The primary effect of statins is a reduction in plasma cholesterol levels. Their mechanism of action is based on inhibition of the enzyme 3-hydroxy-3-methylglutaryl-coenzyme A (HMG-CoA) reductase, which catalyzes the conversion of HMG-CoA to mevalonic acid, a precursor of cholesterol (National Clinical Guideline Centre, 2014). In addition to these effects, various other immunomodulatory effects have been reported that have been associated with better results in the treatment of several infectious diseases (Thomas et al., 2015). Some of these effects involve modification of the expression levels of receptors involved in antigen presentation, immune cell activation, and the regulation of cytokine production (De Loecker and Preiser, 2012).

In vitro studies of Mycobacterium tuberculosis infection have shown that statins reduce the growth of M. tuberculosis (Parihar et al., 2014). In particular, simvastatin increased the bactericidal effects of first-line drugs that are often used to treat tuberculosis (i.e., isoniazid, rifampicin, and pyrazinamide) in an experimental BALB/c mice model both in vitro and in vivo (Guerra-De-Blas et al., 2018).
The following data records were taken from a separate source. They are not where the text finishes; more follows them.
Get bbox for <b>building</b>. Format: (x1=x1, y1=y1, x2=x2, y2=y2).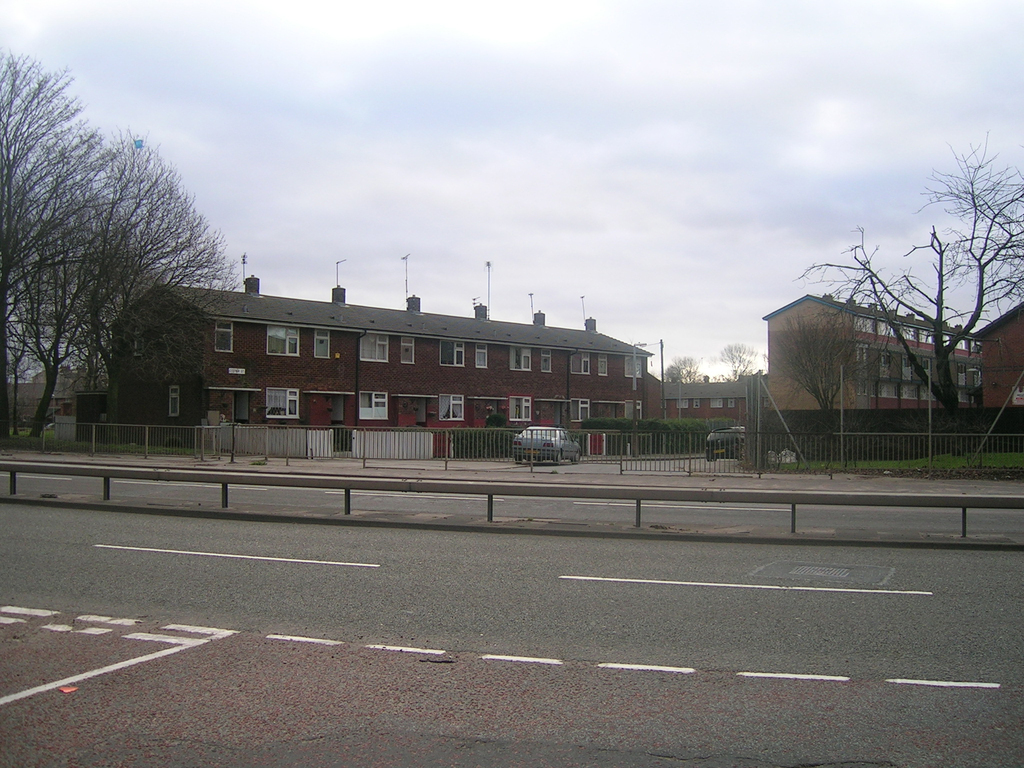
(x1=968, y1=301, x2=1023, y2=404).
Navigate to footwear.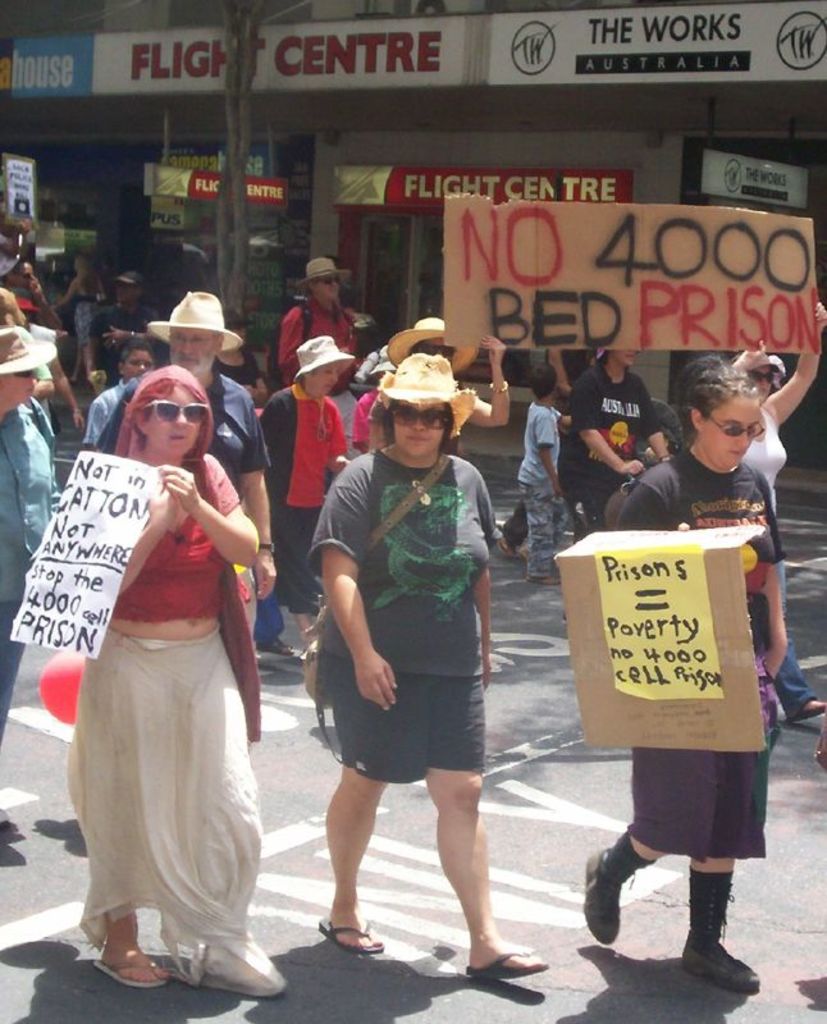
Navigation target: [499,536,517,559].
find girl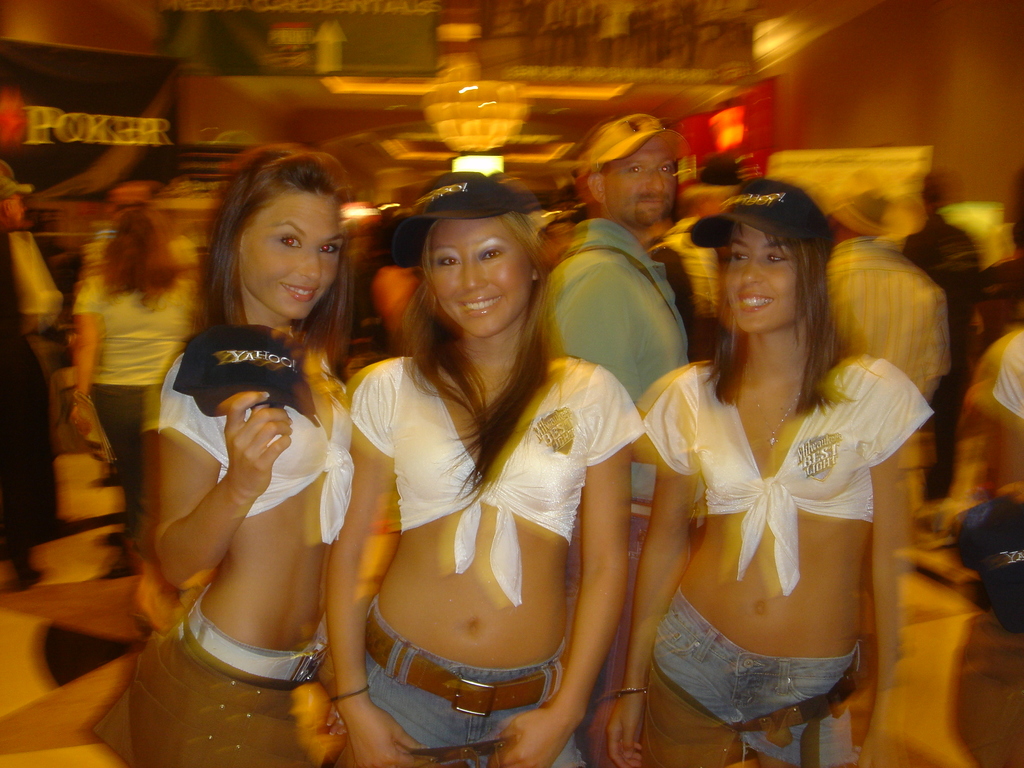
67, 194, 209, 573
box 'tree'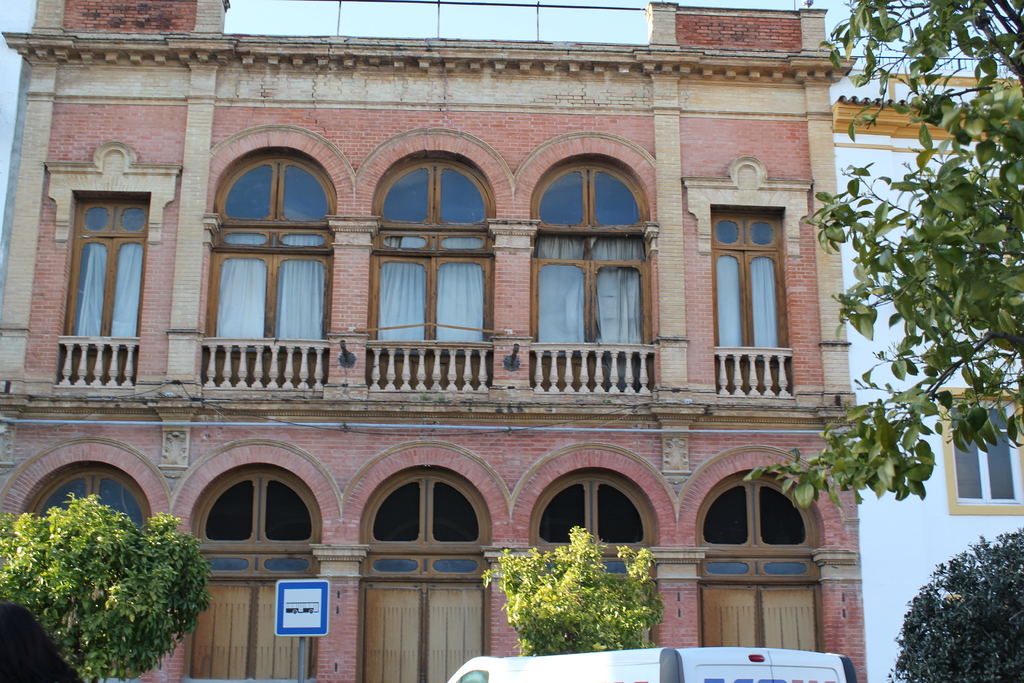
BBox(744, 0, 1023, 508)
Although there is evidence that statins may contribute to the containment of M. tuberculosis infection, their effects on cells involved in the immune response have not been previously described. The investigation of such effects is important, as pleiotropic outcomes have been shown to affect the ability of the immune response to control infection. Therefore, the aim of this study was to evaluate the effect of simvastatin on peripheral blood mononuclear cells (PBMCs) in terms of phenotype expression, function and control of M. tuberculosis infection, tested with M. tuberculosis H37Rv using an in vitro experimental model.

Materials and Methods

PBMCs were obtained from leukocyte concentrates from 10 healthy blood donors (7 men and 3 women) with a mean age of 30.9 years (±5.22 SD) who visited the blood bank in a third-level care institution in Mexico City. The inclusion criteria were age over 18 years, no history of using immunosuppressive drugs, no active tuberculosis infection, and no use of antimicrobial drugs during the last 7 days before the sample was taken. All donors signed written informed consent. The study was approved by the Institutional Review Board (Comité de Ética en Investigación, Instituto Nacional de Ciencias Médicas y Nutrición Salvador Zubirán) (REF. 1628).

Mononuclear Cell Isolation

PBMCs were separated from a 20 mL sample of leukocyte concentrate via a Ficoll-Hypaque (Sigma-Aldrich, Oakville, Canada) density gradient (Boyum, 1976). The cells were counted using a TC20 automated cell counter (Bio-Rad, Hercules, CA, United States), and the cell viability was simultaneously evaluated using trypan blue staining. The cell pellet was resuspended at a concentration of 2 × 106 cells/mL in RPMI-1640 medium (Gibco, Grand Island, NY, United States) supplemented with 10% fetal bovine serum and 2 mM glutamine without antibiotics.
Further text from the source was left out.